TASK TO CARRY OUT → Your answer must be the lines from the one holding "Find the location" through the final line of the entries below, copied exactly, with no pictures.

INPUT RECORDS →

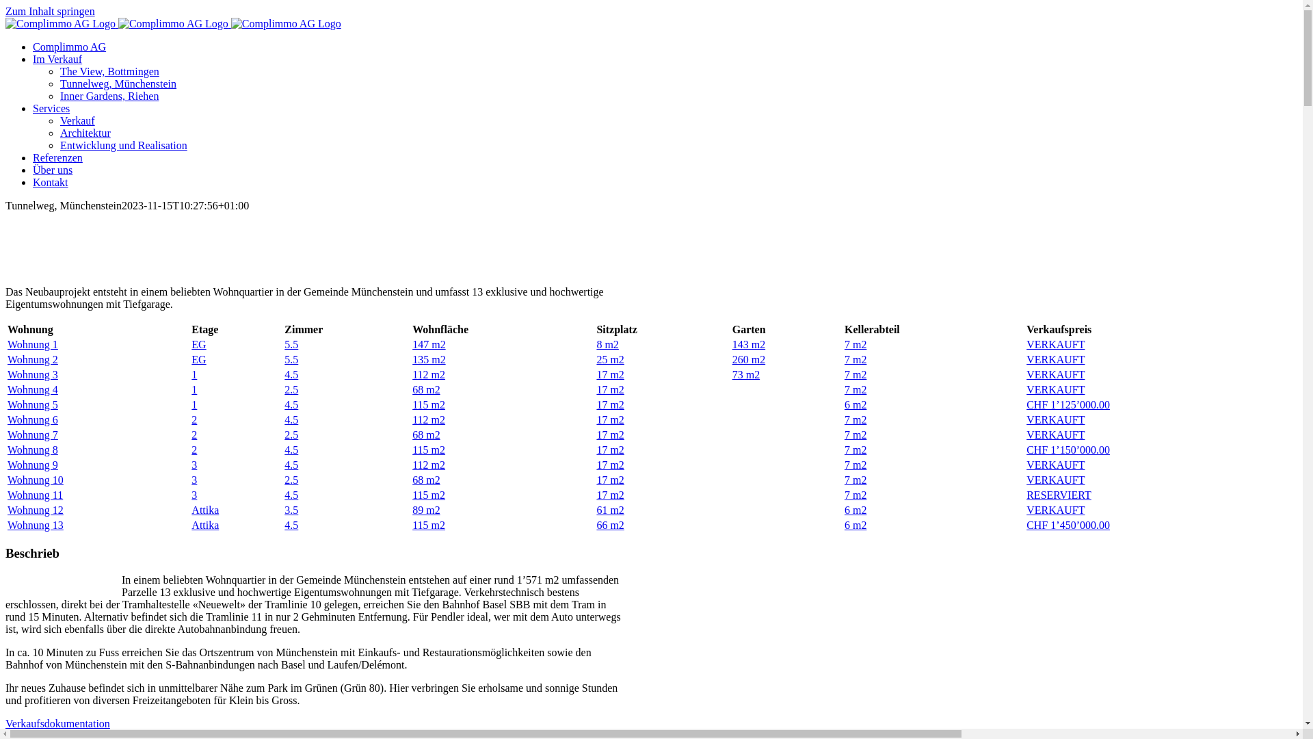 The height and width of the screenshot is (739, 1313). I want to click on Wohnung 8, so click(33, 450).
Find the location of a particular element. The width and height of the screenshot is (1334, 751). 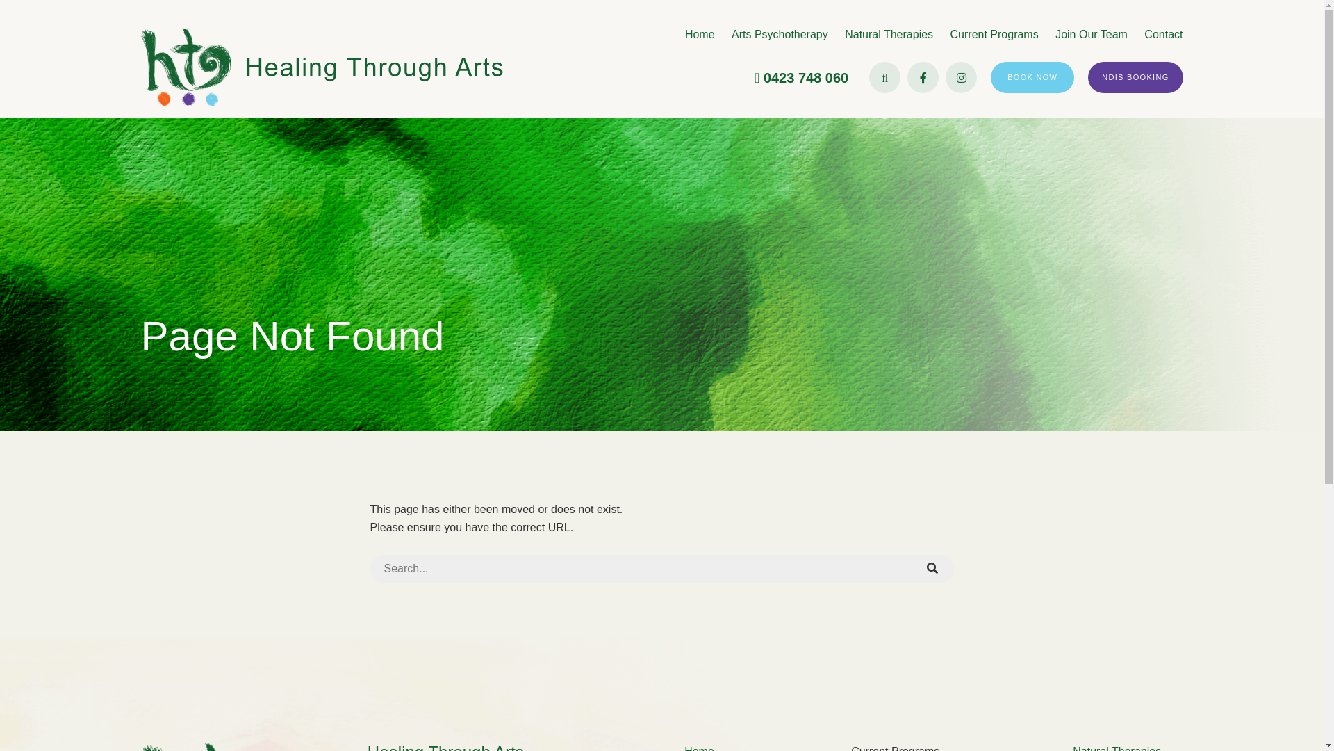

Natural Therapies is located at coordinates (890, 35).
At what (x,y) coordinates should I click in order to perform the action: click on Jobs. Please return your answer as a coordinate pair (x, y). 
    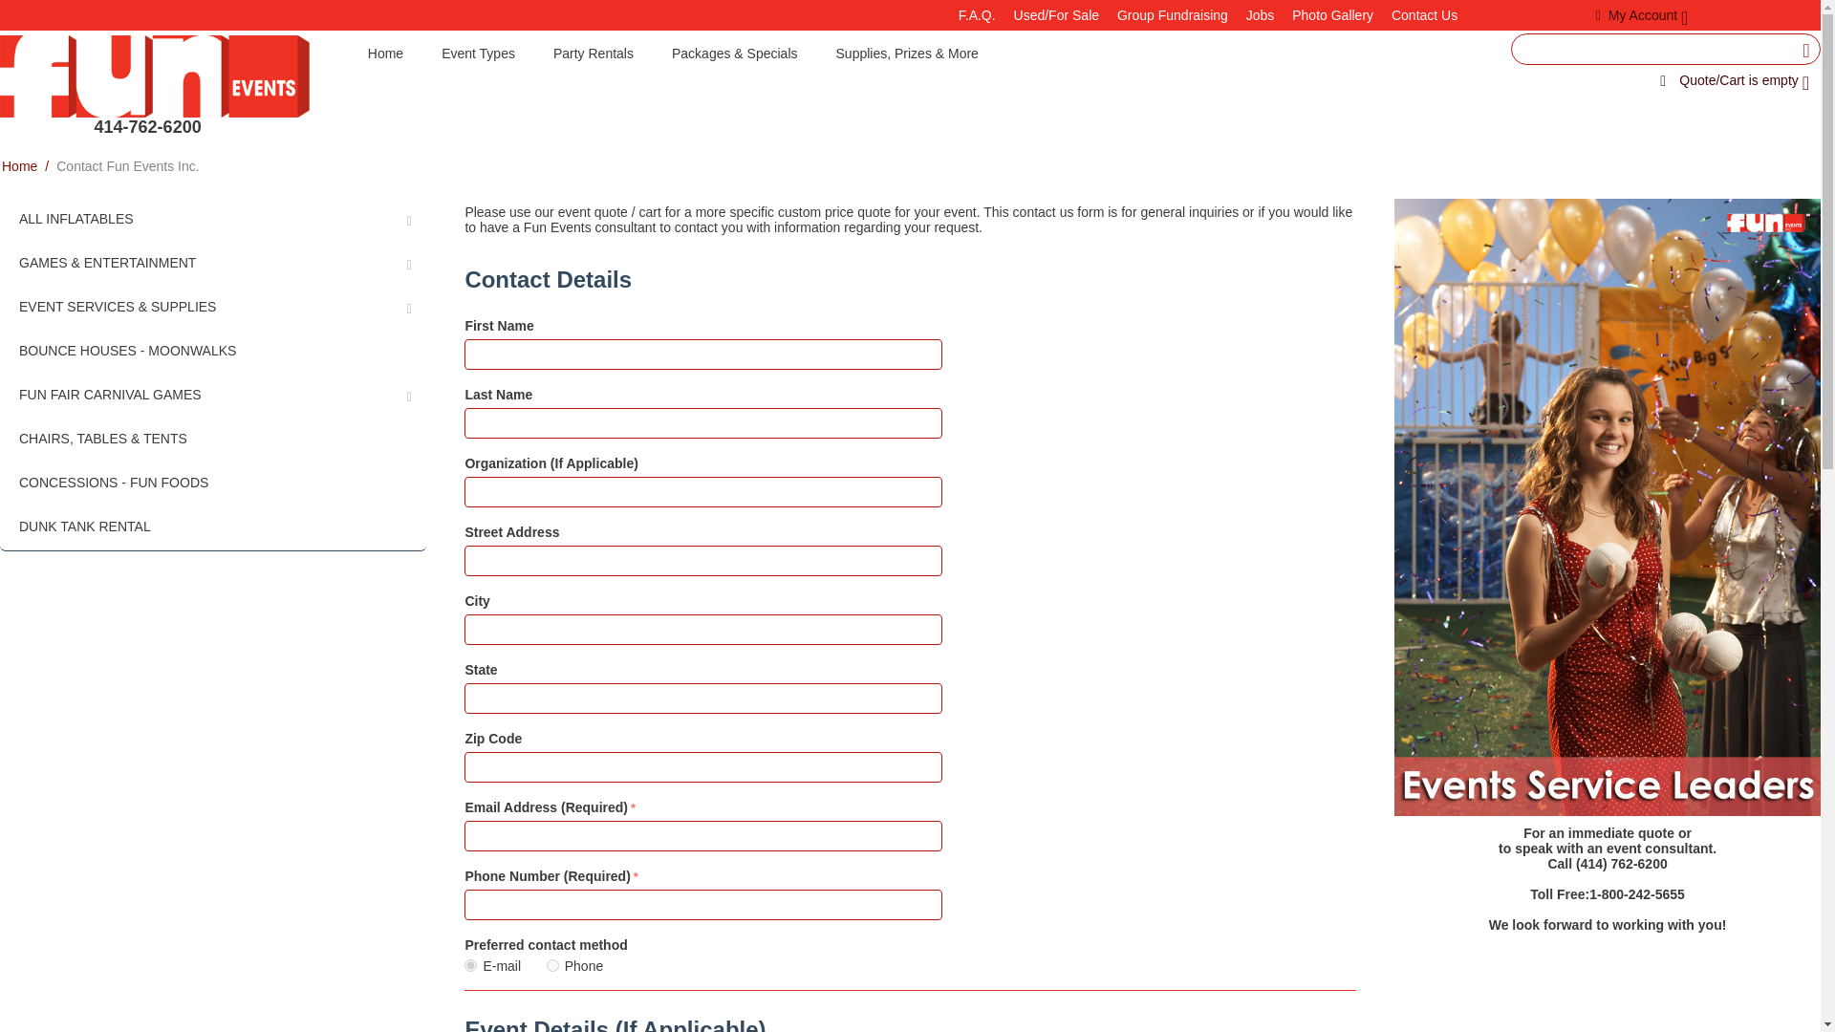
    Looking at the image, I should click on (1259, 14).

THE ANSWER →
Find the location of a particular element. The width and height of the screenshot is (1334, 751). 

Natural Therapies is located at coordinates (890, 35).
At what (x,y) coordinates should I click in order to perform the action: click on Jobs. Please return your answer as a coordinate pair (x, y). 
    Looking at the image, I should click on (1259, 14).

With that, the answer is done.